In other words, in this one moment, in this one act, Jesus stepped into the whole Story of God's work on earth, and allowed that story to resonate, deepen, and find completion.          

So.  What part of this story is hardest for you to take in?  That God appears by means so unimpressive, so familiar, we often miss him?  That Jesus enters joyfully into the full messiness of the human family?  That our baptisms bind us to all of humanity — not in theory, but in the flesh — such that you and I are kin, responsible for each other in ways we fail too often to honor?  That as Christians we are called into radical solidarity, not radical separateness?  That we are always and already God's Beloved — not because we've done anything to earn it, but because God’s very nature, inclination, and desire is to love?  

 Baptism of Christ.

To embrace Christ’s baptism story is to embrace the core truth that we are united, interdependent, connected, one.  It is to sit with the staggering reality that we are deeply, deeply loved.  Can we bear to embrace these mind-bending truths without flinching away in self-consciousness, cynicism, suspicion, or shame? 

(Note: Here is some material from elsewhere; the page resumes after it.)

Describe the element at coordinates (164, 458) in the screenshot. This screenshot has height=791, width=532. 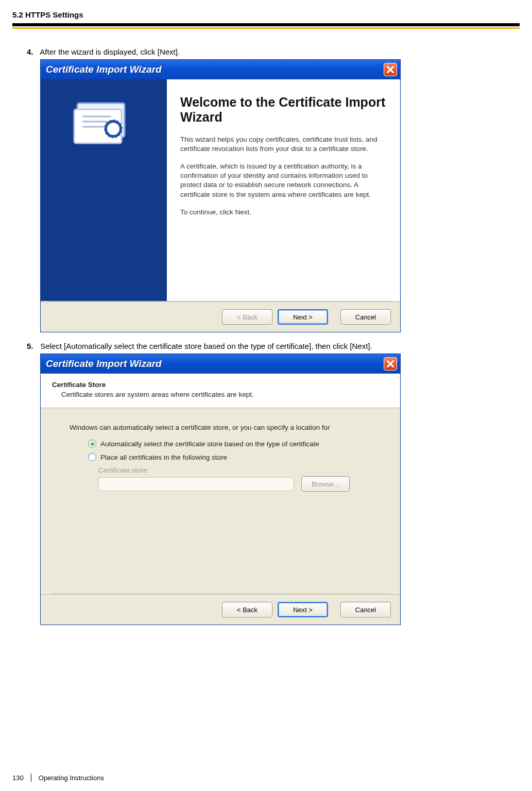
I see `radio-label: Place all certificates in the following …` at that location.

I'm still coming to terms with the truths of my baptism; I suspect I'll keep doing so for as long as I live.  But I don't angst about belief as I used to; I believe and disbelieve a hundred times a day, and yet the efficacy of my baptism holds.  That is the point — I am held.  Not by my own profession of faith, but by the saving power of the One who holds history, holds time, holds earth and sun and wind and sky, and holds me.  The One who parts the clouds, blesses the water, and calls me his beloved child.

Baptism — I understand now — is all about stepping in, all about surrender, all about finding the holy in the course of my ordinary, mundane life within the family of God.  Which means I must choose Epiphany.  Choose it, and then practice it.  The challenge is always before me and before all of us: look again.  Look harder.  See freshly.  Stand in the place that looks utterly ordinary, and regardless of how scared or jaded you feel, cling to the possibility of a surprise that is God. Listen to the ordinary, and know that it is infused with divine mystery.  Epiphany is deep water — you can't dip your toes in.  You must take a deep breath and plunge.  Yes, baptism promises new life, but it always drowns before it resurrects.

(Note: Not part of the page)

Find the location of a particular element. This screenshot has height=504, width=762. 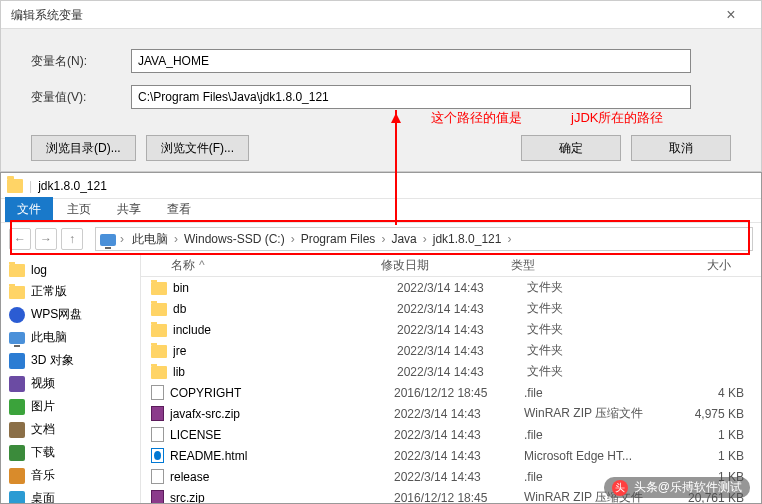

sidebar-item-label: 下载 is located at coordinates (43, 452).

What reason for hope, then?  What shall we hang onto in this uncertain season of light and shadow? I believe we can hang onto Jesus. He's the one who opens the barrier, and shows us the God we long for.  He's the one who stands in line with us at the water's edge, willing to immerse himself in shame, scandal, repentance, and pain — all so that we might hear the only Voice that will tell us who we are and whose we are in this sacred season.  Listen.  We are God's chosen.  God's children.  God's own.  Even in the deepest, darkest water, we are the Beloved. 

Debie Thomas: debie.thomas1@gmail.com

Image credits: (1) Peg Pondering Again; (2) Pixels.com; and (3) Artmajeur.com.